• We’re currently investigating an issue related to the forum theme and styling that is impacting page layout and visual formatting. The problem has been identified, and we are actively working on a resolution. There is no impact to user data or functionality, this is strictly a front-end display issue. We’ll post an update once the fix has been deployed. Thanks for your patience while we get this sorted.

Why isn't "receivement" a word?

her209

No Lifer
Instead of saying, "Payment was received on 1/16/2009", you can say, "Receivement was on 1/16/2009."
 
Fail. Payment is a noun, Received is an adjective. Receivement would also be a noun.

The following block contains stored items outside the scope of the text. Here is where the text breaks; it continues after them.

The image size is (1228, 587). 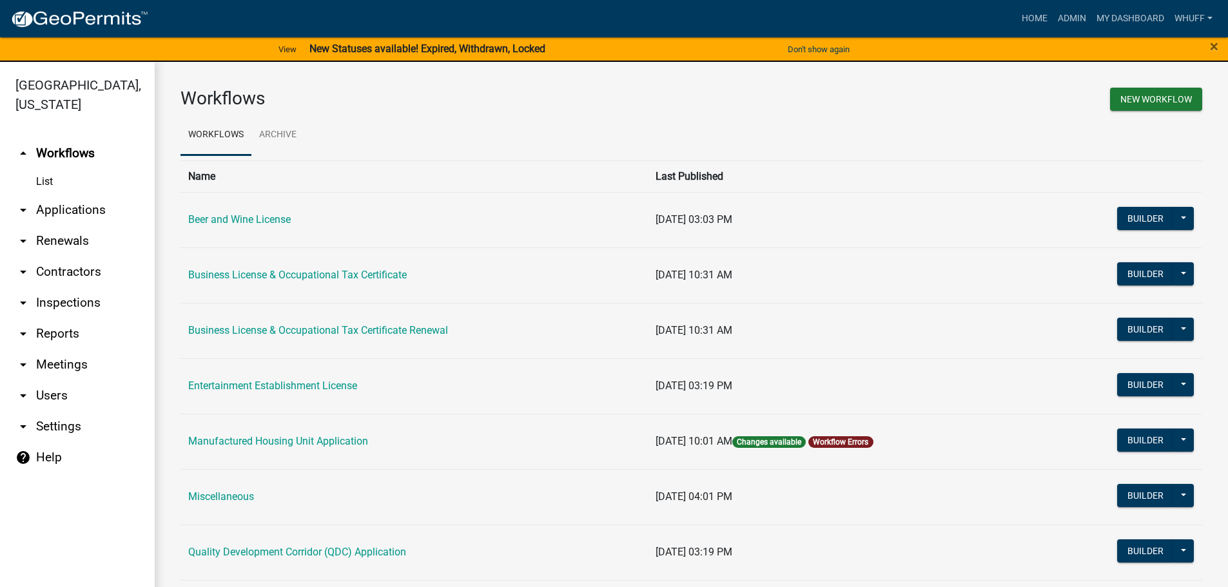 What do you see at coordinates (818, 49) in the screenshot?
I see `button: Don't show again` at bounding box center [818, 49].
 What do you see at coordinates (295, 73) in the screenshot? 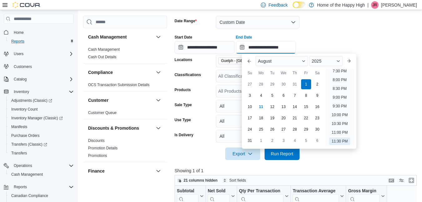
I see `div: Th` at bounding box center [295, 73].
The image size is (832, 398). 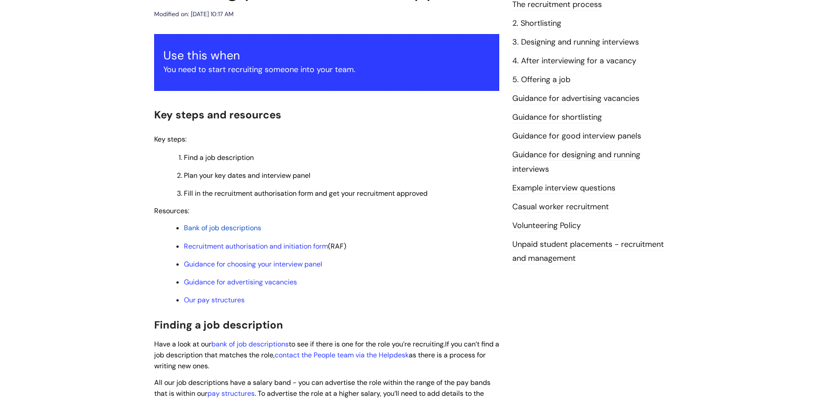 I want to click on a: Volunteering Policy, so click(x=547, y=226).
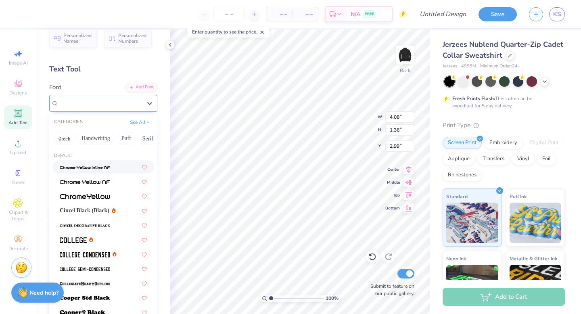 The height and width of the screenshot is (314, 581). What do you see at coordinates (468, 66) in the screenshot?
I see `span: # 995M` at bounding box center [468, 66].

lol, how does that matter at all?

also received in this context would be a past tense verb. the implied subject recieved the payment. it's not describing the payment.
 
lol, how does that matter at all?

also received in this context would be a past tense verb. the implied subject recieved the payment. it's not describing the payment.

Because nouns and adjectives aren't interchangeable. Your suggestion would be ambiguous and difficult to understand. Don't drop English quite yet, genius.
 
Scanned thread, didn't see this.

The word you are looking for is receipt

Edit: whoops, scan failed, even used the same source
 
Last edited:
I'm entitled to a receivement! From this point forward, when I remember to do so, I shall endeavor to slip the term receivement into my writing here on ATOT.

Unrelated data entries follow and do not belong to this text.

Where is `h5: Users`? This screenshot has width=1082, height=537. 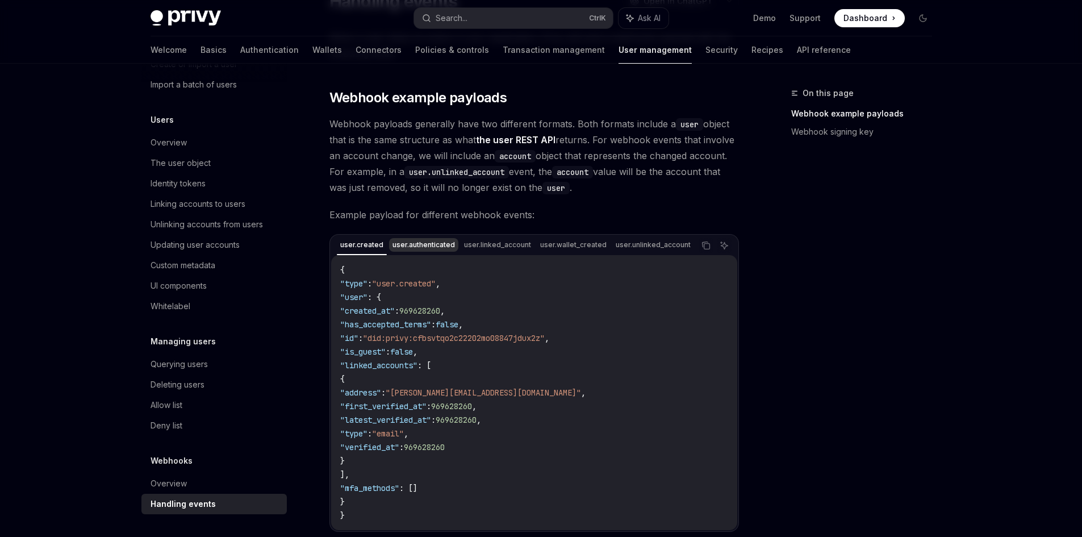
h5: Users is located at coordinates (162, 120).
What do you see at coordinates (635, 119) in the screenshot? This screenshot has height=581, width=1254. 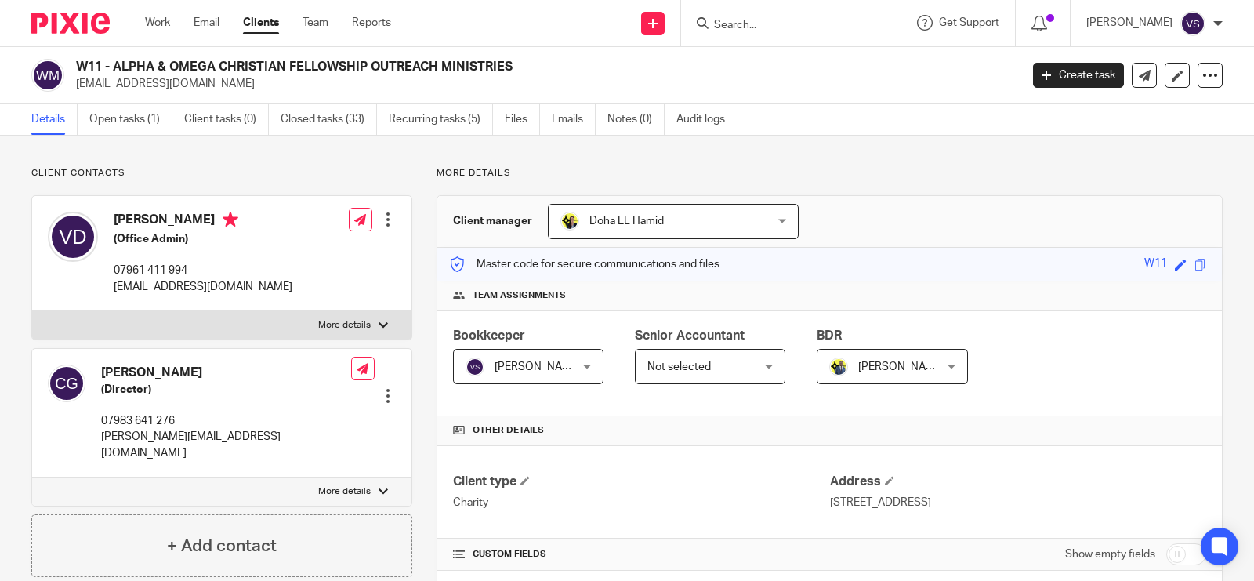 I see `a: Notes (0)` at bounding box center [635, 119].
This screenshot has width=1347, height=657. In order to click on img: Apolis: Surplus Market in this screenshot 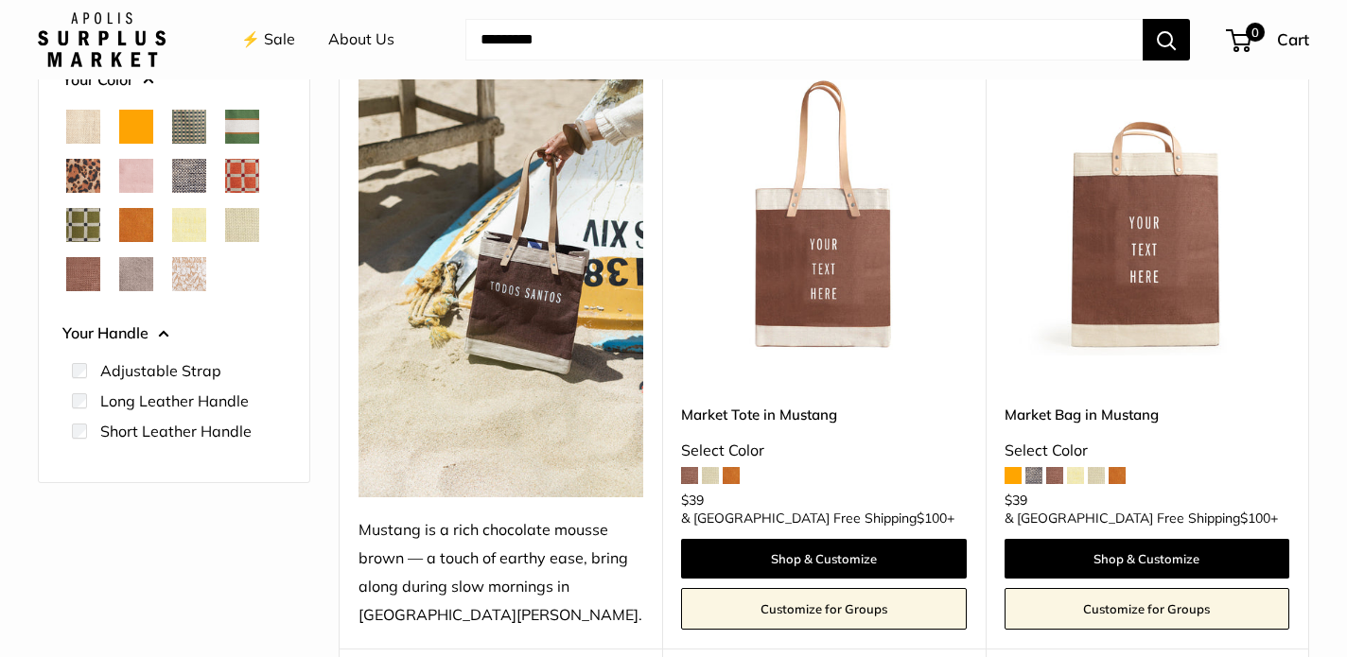, I will do `click(101, 40)`.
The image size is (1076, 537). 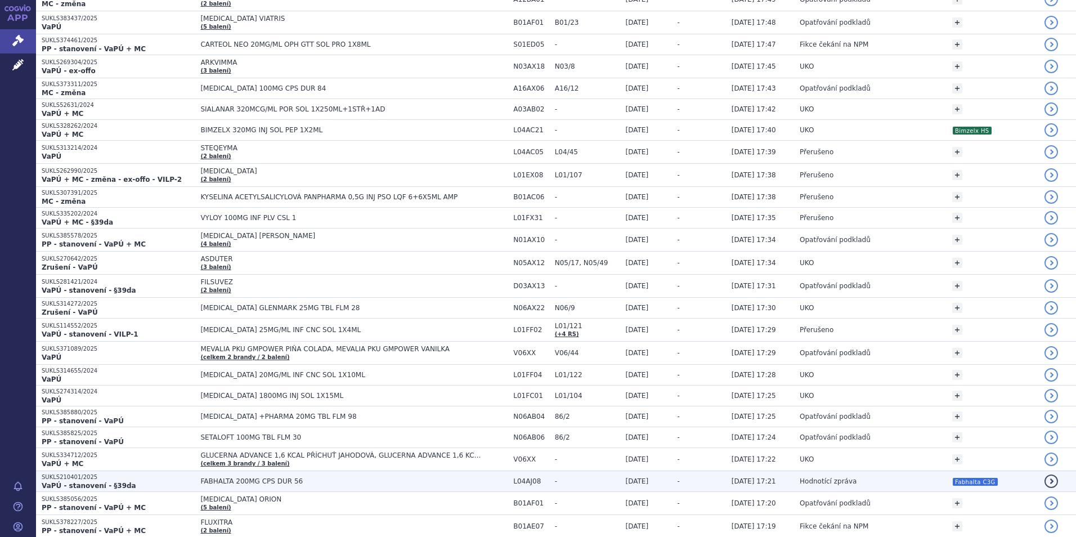 I want to click on span: A16AX06, so click(x=531, y=88).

Eventually our good friends the business majors will realize that Receivements takes up less header space on their spreadsheets than 'Accounts Receivable'.
 
Because nouns and adjectives aren't interchangeable. Your suggestion would be ambiguous and difficult to understand. Don't drop English quite yet, genius.

While you are correct, language use changes over time. The word 'receipt' has fallen out of favor and the word 'received' has taken its' place in common use.
 
Because nouns and adjectives aren't interchangeable. Your suggestion would be ambiguous and difficult to understand. Don't drop English quite yet, genius.

i think you need to go back to english and learn more definitions. 🙄

'you are full of idiocy' and 'you are idiotic' would both describe you adequately, despite being different parts of speech.
 
Thats not the reason.
Wont is a contraction for will & not. And its a word.

You'd prefer "willn't" or "win't" then?

Actually it probably could have started off as "win't" and shifted to "won't" after a few generations based on how people heard and pronounced it.
 
You can achieve something which becomes an achievement.

You can receive something but it's not a receivement.

That's a good question OP, since achieve/achievement works, why not receivement?
 
You'd prefer "willn't" or "win't" then?

Actually it probably could have started off as "win't" and shifted to "won't" after a few generations based on how people heard and pronounced it.

If we had grown up with Willnt it would seem natural. But wont always seems weird.